Below: the three questions actually worth debating right now.


1. Caching: Solved in Spec, Unsolved in Practice

With GET, the cache key is just the URL. With QUERY, the cache key must incorporate the request body, since the "identity" of the request now lives partly in the payload.

This creates real engineering work for caching layers:

  • The proxy/CDN must buffer the body before it can even compute a cache key
  • It must hash the body alongside the URI
  • It should ideally normalize semantically-identical payloads (e.g., whitespace or key-order differences in JSON) so equivalent queries hit the same cache entry — otherwise cache hit rates collapse

This isn't hypothetical difficulty — it's exactly the gap that exists in current CDN cache-key implementations today. Cloudflare Workers' cache key, for example, is built from path and query string; request bodies do not currently partition the cache because only GET/HEAD are cacheable in existing implementations. QUERY breaks that assumption entirely, and CDNs will need dedicated logic before QUERY caching is trustworthy in production.

Bottom line: QUERY can be cached correctly per spec, but until CDNs ship QUERY-aware cache-key logic, treat "QUERY is cacheable" as a promise, not a guarantee your edge layer honors today.


2. Why WAFs and Security Layers Flag QUERY as Malicious

This is the most immediate real-world pain point. Reasons boil down to:

  • Method allowlists predate the RFC. WAFs, API gateways, and load balancers typically enumerate accepted methods (GET, POST, PUT, DELETE, PATCH).

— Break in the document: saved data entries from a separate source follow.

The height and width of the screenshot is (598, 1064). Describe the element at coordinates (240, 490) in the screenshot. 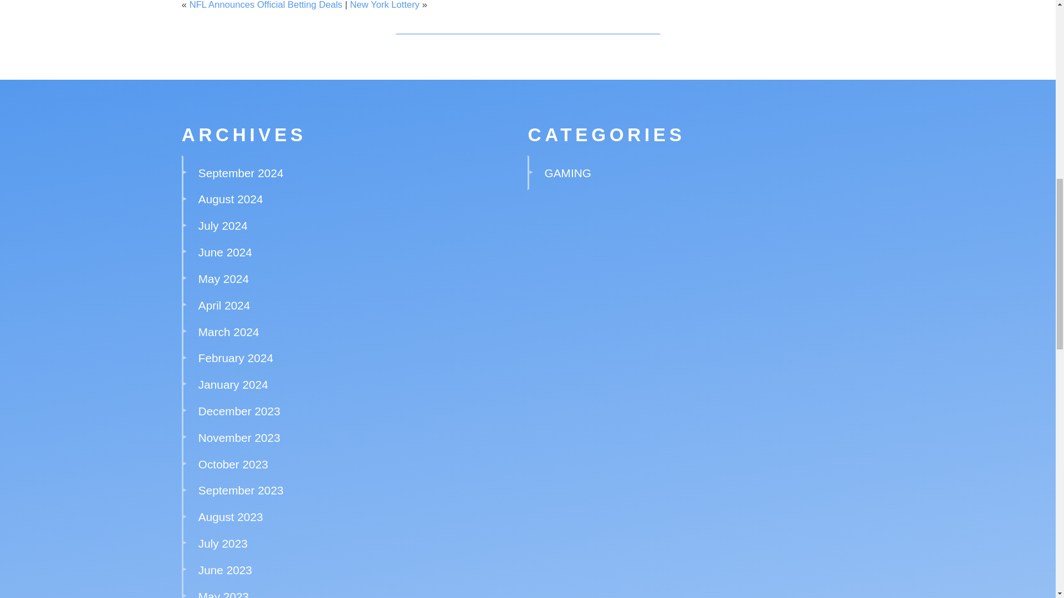

I see `September 2023` at that location.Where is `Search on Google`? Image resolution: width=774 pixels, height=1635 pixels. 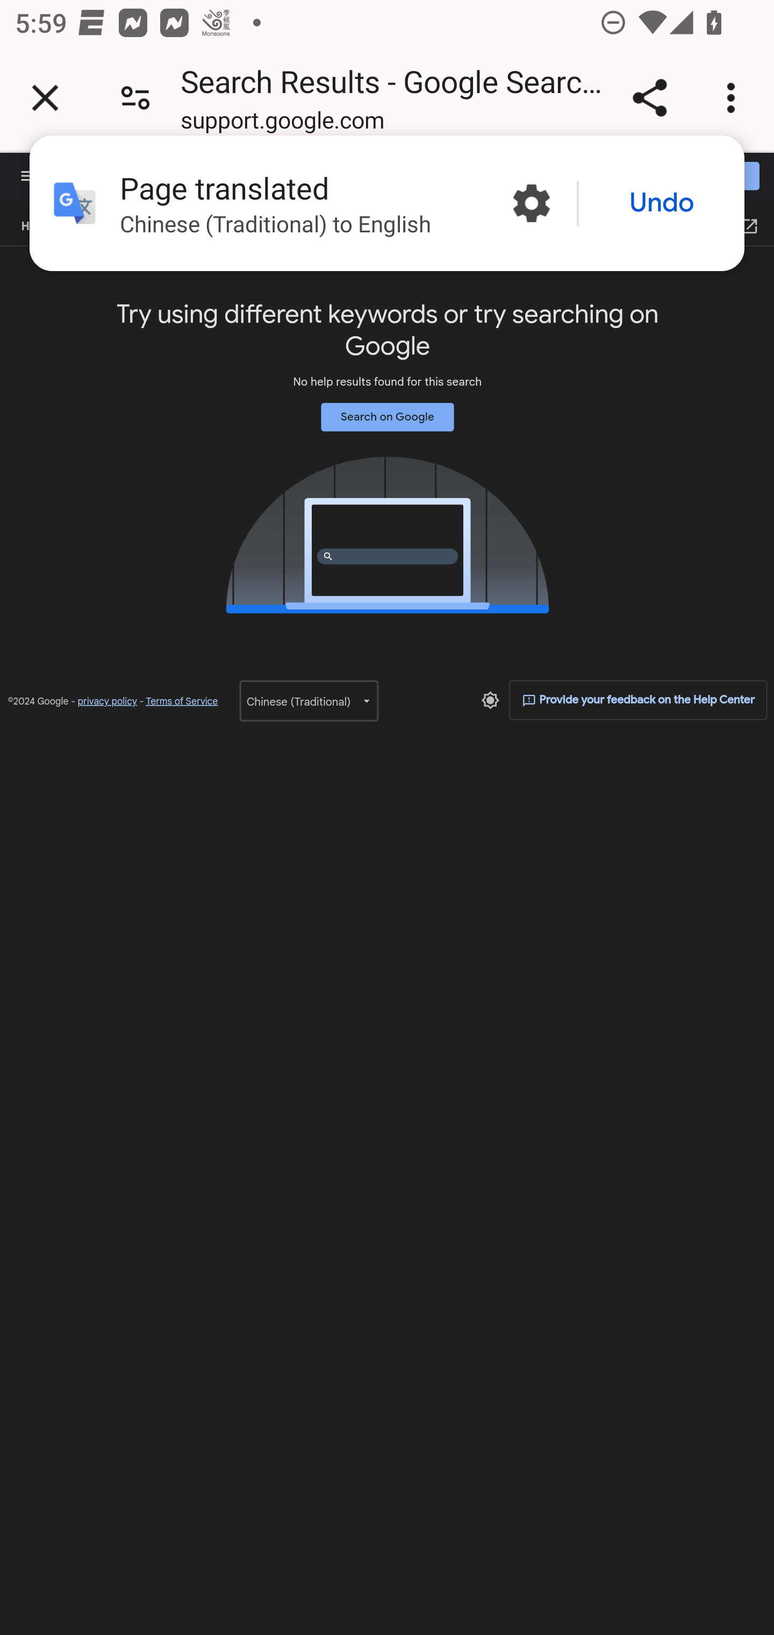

An unrecognized method often gets rejected outright, or worse, misrouted.
  • QUERY looks like an anomaly to signature-based rules. A "GET-like" request carrying a JSON body doesn't match existing heuristics tuned to associate bodies with mutation, so some systems flag it as suspicious traffic or a protocol violation.
  • CORS treats it as non-safelisted. QUERY is not a CORS-safelisted method, meaning browser JavaScript must trigger a preflight OPTIONS request — infrastructure that doesn't expect QUERY may not handle that preflight correctly either.
  • CSRF middleware assumptions break. Libraries that assume "safe methods = no body = no CSRF risk" now have a method that's safe and carries a body, which some implementations weren't designed to reason about.

Practical takeaway: before adopting QUERY, audit — don't assume — how your WAF, gateway, CDN, and CSRF middleware treat unrecognized methods. Some will drop it silently, which is worse than an explicit rejection.


3. Architectural Benefits Over POST-for-Search

Moving from POST /search to QUERY /search isn't cosmetic — it restores semantics the protocol actually enforces:

POST-for-read QUERY
Cacheable No (POST responses aren't cached by default) Yes, by spec
Safe/idempotent Not signaled to intermediaries Explicit
Auto-retry on failure Unsafe to assume Safe by definition
Redirect behavior 301/302 often converts to GET and drops the body 301/302/307/308 preserve the method and body
Browser/proxy semantics Assumed mutation Correctly identified as a read

The GraphQL ecosystem is the clearest beneficiary — GraphQL has used POST for all operations (including reads) purely to carry a body, sacrificing HTTP-level caching and safe retries in the process. QUERY gives that read path a semantically correct home without changing the query language itself.

For REST APIs with complex filter/search payloads (nested objects, arrays, boolean logic), QUERY also removes the need to cram parameters into URLs, which historically broke on length limits (varying wildly across browsers/proxies, often 2–8KB) and leaked sensitive parameters into logs and browser history.


Should You Use It in Production Today?

Not yet, but start preparing:

  • Spec status: Final (Proposed Standard, RFC 10008) — this isn't a draft anymore
  • Client support: No native fetch() support until WHATWG acts; curl and HTTP libraries are catching up
  • Server frameworks: Early/partial support (e.g., .NET 10 already supports it); most frameworks haven't shipped yet
  • Edge/CDN: Best positioned to move fast given Cloudflare/Akamai authorship, but no confirmed general-availability cache handling yet

Action items if you're evaluating QUERY:

  1. Watch your framework and CDN changelogs for explicit QUERY support announcements
  2. Audit WAF/gateway method allowlists now — don't wait for a 405 in production
  3. If you're stuck tunneling GraphQL or complex filters through POST, start scoping the migration path, but keep POST as the production path until infra support is confirmed

What's your stack's current behavior when it receives an unrecognized HTTP method — silent drop, 405, or does it pass through? Worth checking before QUERY traffic shows up in the wild.